Members of Parliament and the Department of Communications have rejected suggestions that the Convergence Bill should be redrafted.
This emerged yesterday during the sixth day of hearings on the Convergence Bill before the Parliamentary Portfolio Committee on Communications.
Sharad Abhyankar, legal counsel for Indian telecommunications company VNSL, told the committee that foreign investors require legislative certainty and a policy that allows them to plan ahead.
"While it is not my place to criticise the South African legislative process, we have been concerned about the lack of transparency in the process, such as there being no green and white papers and the overall lack of policy direction," Abhyankar said.
VNSL, part of India`s Tata group of companies, has taken the 26% share in the second national operator (SNO), which has completed its business plan and is finalising a shareholders` agreement.
During the SNO`s presentation, Karl Socikwa, Transtel CEO, said the absence of a policy framework means that many complex policy issues underlying convergence regulation remain "unventilated".
"The unresolved policy issues cannot simply be fixed by better drafting and needs to be underpinned by a policy foundation," he says.
Socikwa recommended that a comprehensive policy framework be put into place before the Bill is finalised.
His recommendations were supported by the SA Institute of Electrical Engineers (SAIEE), which attacked the Bill for having "no vision" or "clarity of guiding principles".
Redraft recommended
SAIEE fellow Neel Smuts, a former Independent Communications Authority of SA councillor and former Sentech CEO, said his organisation was ready to help with a redrafting process.
However, the possibility of a redraft of the Bill was rejected by portfolio committee whip Godfrey Kekana of the ANC, who said the Department of Communications had the capacity to make "whatever changes were necessary and that the Bill had to be finalised by the end of August".
Joe Mjwara, the department`s deputy director-general for policy, said industry already had a year following the Convergence Colloquium in 2003 to participate in drafting the Bill. He said any suggestion of putting it on hold now "was not feasible".
Telkom also presented a verbal version of its submission, where it bemoaned the fact that definitions in the Convergence Bill and the current Telecommunications Act were confusing and imprecise, which led to legal wrangles.
"We have had a number of legal battles with VANS [value-added network service providers], because of the lack of clarity in the definitions. It is not that we want to put them out of business, but they are doing things that they interpret they can do, while we do not see it as such," said Gabriele Celli, Telkom`s executive of regulatory affairs and public policy.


→ **Problem to work on**:
Report the lines of the data below that contain the string "pixel".

[[ Provided material open ]]

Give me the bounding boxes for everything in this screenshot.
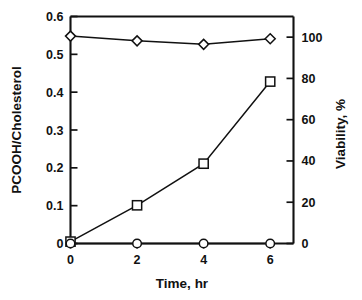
y-tick-label-5: 0.5 — [46, 48, 63, 62]
series-0-marker-2 — [199, 159, 208, 168]
series-0-marker-3 — [266, 77, 275, 86]
y-tick-label-4: 0.4 — [46, 86, 63, 100]
x-tick-label-1: 2 — [134, 253, 141, 267]
y-tick-label-3: 0.3 — [46, 124, 63, 138]
series-1-marker-3 — [265, 34, 275, 44]
y2-tick-label-5: 100 — [302, 31, 323, 45]
chart-canvas: 00.10.20.30.40.50.60204060801000246PCOOH… — [0, 0, 362, 300]
series-2-marker-1 — [133, 239, 142, 248]
y-tick-label-2: 0.2 — [46, 161, 63, 175]
y2-tick-label-2: 40 — [302, 154, 316, 168]
y-tick-label-0: 0 — [57, 237, 64, 251]
y2-tick-label-1: 20 — [302, 196, 316, 210]
x-tick-label-2: 4 — [200, 253, 207, 267]
series-line-1 — [71, 36, 271, 44]
series-2-marker-0 — [66, 239, 75, 248]
series-2-marker-3 — [266, 239, 275, 248]
y-tick-label-6: 0.6 — [46, 10, 63, 24]
x-tick-label-3: 6 — [267, 253, 274, 267]
y2-tick-label-4: 80 — [302, 72, 316, 86]
series-1-marker-1 — [132, 36, 142, 46]
series-1-marker-2 — [199, 39, 209, 49]
series-0-marker-1 — [132, 201, 141, 210]
y-tick-label-1: 0.1 — [46, 199, 63, 213]
series-2-marker-2 — [199, 239, 208, 248]
y-axis-title: PCOOH/Cholesterol — [9, 66, 24, 194]
series-line-0 — [71, 82, 271, 242]
chart-figure: 00.10.20.30.40.50.60204060801000246PCOOH… — [0, 0, 362, 300]
series-1-marker-0 — [66, 31, 76, 41]
y2-tick-label-0: 0 — [302, 237, 309, 251]
x-tick-label-0: 0 — [67, 253, 74, 267]
y2-axis-title: Viability, % — [333, 99, 348, 169]
x-axis-title: Time, hr — [156, 276, 209, 291]
y2-tick-label-3: 60 — [302, 113, 316, 127]
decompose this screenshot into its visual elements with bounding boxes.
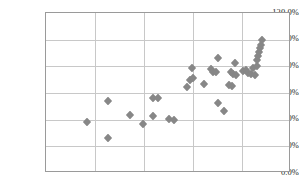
gridline-horizontal: [46, 93, 289, 94]
gridline-horizontal: [46, 40, 289, 41]
data-point: [126, 111, 134, 119]
data-point: [213, 99, 221, 107]
data-point: [220, 107, 228, 115]
data-point: [200, 79, 208, 87]
gridline-vertical: [193, 13, 194, 171]
scatter-chart: 0.0%20.0%40.0%60.0%80.0%100.0%120.0%: [0, 0, 299, 194]
plot-area: [45, 12, 290, 172]
data-point: [154, 93, 162, 101]
gridline-horizontal: [46, 146, 289, 147]
gridline-vertical: [95, 13, 96, 171]
gridline-vertical: [242, 13, 243, 171]
data-point: [213, 53, 221, 61]
gridline-vertical: [144, 13, 145, 171]
data-point: [250, 71, 258, 79]
data-point: [104, 133, 112, 141]
data-point: [104, 97, 112, 105]
data-point: [83, 117, 91, 125]
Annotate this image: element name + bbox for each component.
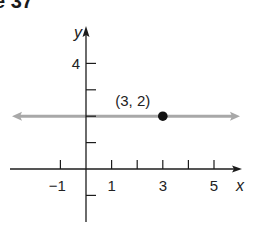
y-tick-label: 4 [72, 55, 80, 72]
data-point [158, 111, 168, 121]
x-tick-label: 5 [210, 177, 218, 194]
x-tick-label: −1 [49, 177, 66, 194]
data-point-label: (3, 2) [115, 92, 150, 109]
y-axis-label: y [73, 24, 83, 41]
chart: −11354xy(3, 2) [0, 0, 259, 229]
x-tick-label: 3 [159, 177, 167, 194]
x-tick-label: 1 [107, 177, 115, 194]
x-axis-label: x [235, 177, 245, 194]
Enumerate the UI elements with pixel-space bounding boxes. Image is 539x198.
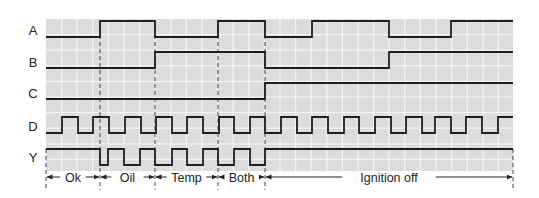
segment-label: Ok [65,171,82,185]
segment-label: Ignition off [360,171,418,185]
segment-oil: Oil [101,171,154,185]
timing-diagram: ABCDY OkOilTempBothIgnition off [0,0,539,198]
signal-label-y: Y [29,150,38,165]
signal-label-b: B [29,55,38,70]
segment-label: Temp [171,171,202,185]
segment-label: Both [229,171,255,185]
segment-annotations: OkOilTempBothIgnition off [47,171,512,185]
signal-labels: ABCDY [28,23,37,165]
segment-temp: Temp [156,171,217,185]
segment-ignition-off: Ignition off [266,171,512,185]
signal-label-a: A [29,23,38,38]
signal-label-d: D [28,119,37,134]
segment-both: Both [219,171,264,185]
segment-label: Oil [120,171,135,185]
segment-ok: Ok [47,171,99,185]
signal-label-c: C [28,86,37,101]
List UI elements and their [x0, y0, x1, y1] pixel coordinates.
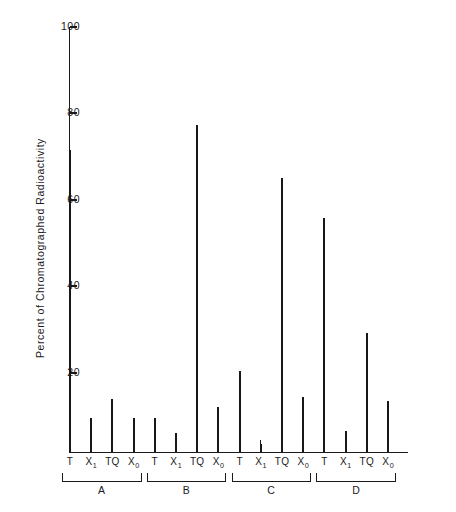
group-bracket: [62, 473, 142, 482]
group-bracket: [316, 473, 396, 482]
x-tick-mark: [387, 440, 388, 452]
x-tick-mark: [260, 440, 261, 452]
group-bracket: [232, 473, 312, 482]
chart-figure: Percent of Chromatographed Radioactivity…: [0, 0, 456, 512]
x-tick-mark: [366, 440, 367, 452]
bar: [366, 333, 368, 452]
x-tick-mark: [154, 440, 155, 452]
bar: [69, 150, 71, 452]
bar: [281, 178, 283, 452]
x-tick-mark: [69, 440, 70, 452]
group-label: D: [316, 484, 396, 497]
x-tick-mark: [112, 440, 113, 452]
x-tick-mark: [218, 440, 219, 452]
x-tick-mark: [324, 440, 325, 452]
bar: [323, 218, 325, 452]
x-axis-label: X0: [371, 456, 405, 469]
x-tick-mark: [175, 440, 176, 452]
x-tick-mark: [239, 440, 240, 452]
x-tick-mark: [197, 440, 198, 452]
bars-layer: [0, 0, 456, 452]
x-tick-mark: [345, 440, 346, 452]
bar: [196, 125, 198, 452]
x-tick-mark: [91, 440, 92, 452]
x-tick-mark: [303, 440, 304, 452]
x-tick-mark: [281, 440, 282, 452]
x-axis-line: [69, 452, 408, 453]
group-label: C: [232, 484, 312, 497]
x-tick-mark: [133, 440, 134, 452]
group-bracket: [147, 473, 227, 482]
group-label: A: [62, 484, 142, 497]
group-label: B: [147, 484, 227, 497]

[[ Provided material closed ]]

→ **Exercise output**:
Enumerate the UI elements with pixel-space bounding boxes. Image is 539x198.
List UI elements and their [x0, y0, x1, y1] pixel coordinates.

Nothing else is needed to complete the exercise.